THE developers of the former Ballarat orphanage site have been warned to tread carefully, after several passionate pleas to Ballarat City Council last night.
Councillor Des Hudson said the Victoria Street site had enormous sensitivity about it.
“I hope the developers don’t think it’s just a windfall that’s going to be built in a short time,” Cr Hudson said.
“My words to the developers would be prepare to listen, to amend, to respond and to work with.”
The council last night voted to put on public exhibition a rezoning application and a heritage overlay on the site.
A private consortium plans to turn the former orphanage and Damascus College junior school site into a residential subdivision with a medical centre and shopping complex.
Heritage aspects, including the ashes of former orphans, would also be protected.
But two former orphans pleaded with the developers and the council not to forget the blood that had been spilt on the site and that it had a “powerful history of true life stories”.
Ballarat Trades and Labor Council president Brett Edgington said the orphans’ stories were ones of great courage and hope.
“It’s also a very cautionary tale of a system and a place and a time in history which should never be repeated,” Mr Edgington said.
He asked that the former Stawell Street School building, attended by the orphans, be retained as the “perfect place to interpret their stories, both the triumphs and the tragedies”.
Ballarat East Network spokeswoman Erin McCuskey, who has also made several Forgotten Australians documentaries, said history was also about people and stories and places, not buildings alone.
“We are building over people and their dreams,” Ms McCuskey said.
“Let’s not forget what happened here. They deserve a better place, not just a few plaques in the wrong places.
Councillor Judy Verlin said the consultation process needed to be done delicately.
“It’s a very difficult situation. For some, it’s celebrating the start of their life, for others it dealing with the start of pain in their lives,” Cr Verlin said.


-- Work to be completed --
Return all lines from the listing below in which the string "span" occurs.
______
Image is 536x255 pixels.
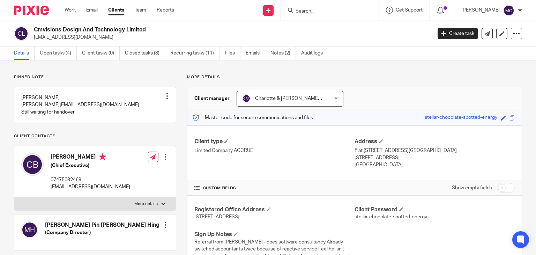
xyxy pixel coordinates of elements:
h5: (Chief Executive) [51,162,130,169]
h5: (Company Director) [45,229,160,236]
h4: [PERSON_NAME] Pin [PERSON_NAME] Hing [45,221,160,229]
img: Pixie [14,6,49,15]
img: svg%3E [21,221,38,238]
a: Clients [108,7,124,14]
a: Emails [246,46,265,60]
p: [EMAIL_ADDRESS][DOMAIN_NAME] [51,183,130,190]
p: More details [187,74,522,80]
a: Client tasks (0) [82,46,120,60]
p: [STREET_ADDRESS] [355,154,515,161]
input: Search [295,8,358,15]
a: Files [225,46,240,60]
p: Master code for secure communications and files [193,114,313,121]
h3: Client manager [194,95,230,102]
a: Email [86,7,98,14]
span: Get Support [396,8,423,13]
i: Primary [99,153,106,160]
img: svg%3E [242,94,251,103]
a: Closed tasks (8) [125,46,165,60]
a: Details [14,46,35,60]
p: [EMAIL_ADDRESS][DOMAIN_NAME] [34,34,427,41]
h4: CUSTOM FIELDS [194,185,355,191]
h4: Address [355,138,515,145]
span: Charlotte & [PERSON_NAME] Accrue [255,96,336,101]
img: svg%3E [503,5,514,16]
h4: Client type [194,138,355,145]
a: Audit logs [301,46,328,60]
label: Show empty fields [452,184,492,191]
a: Recurring tasks (11) [170,46,220,60]
p: Limited Company ACCRUE [194,147,355,154]
h4: [PERSON_NAME] [51,153,130,162]
div: stellar-chocolate-spotted-energy [425,114,497,122]
h2: Cmvisions Design And Technology Limited [34,26,349,34]
p: Pinned note [14,74,176,80]
a: Work [65,7,76,14]
span: [STREET_ADDRESS] [194,214,239,219]
h4: Client Password [355,206,515,213]
img: svg%3E [21,153,44,176]
img: svg%3E [14,26,29,41]
p: [GEOGRAPHIC_DATA] [355,161,515,168]
a: Reports [157,7,174,14]
p: More details [134,201,158,207]
a: Create task [438,28,478,39]
p: [PERSON_NAME] [461,7,500,14]
a: Notes (2) [270,46,296,60]
a: Team [135,7,146,14]
a: Open tasks (4) [40,46,77,60]
p: 07475032469 [51,176,130,183]
h4: Registered Office Address [194,206,355,213]
h4: Sign Up Notes [194,231,355,238]
p: Client contacts [14,133,176,139]
span: stellar-chocolate-spotted-energy [355,214,427,219]
p: Flat [STREET_ADDRESS][GEOGRAPHIC_DATA] [355,147,515,154]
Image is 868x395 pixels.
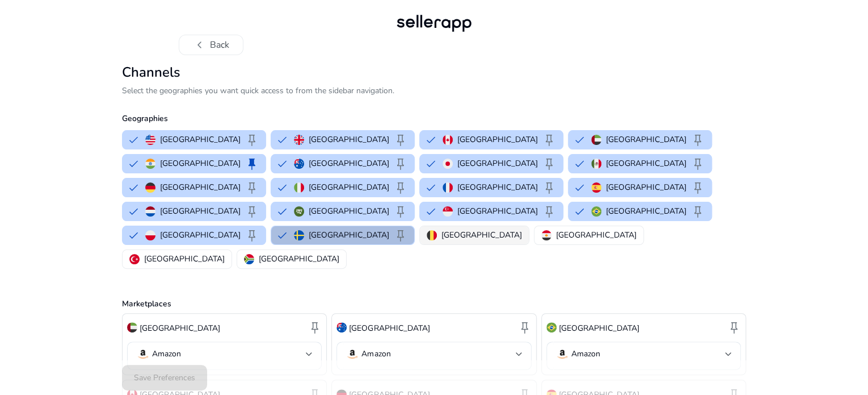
______
-- The answer --
span: Get Support [396,8,423,13]
span: Charlotte & [PERSON_NAME] Accrue [255,96,336,101]
span: [STREET_ADDRESS] [194,214,239,219]
span: stellar-chocolate-spotted-energy [355,214,427,219]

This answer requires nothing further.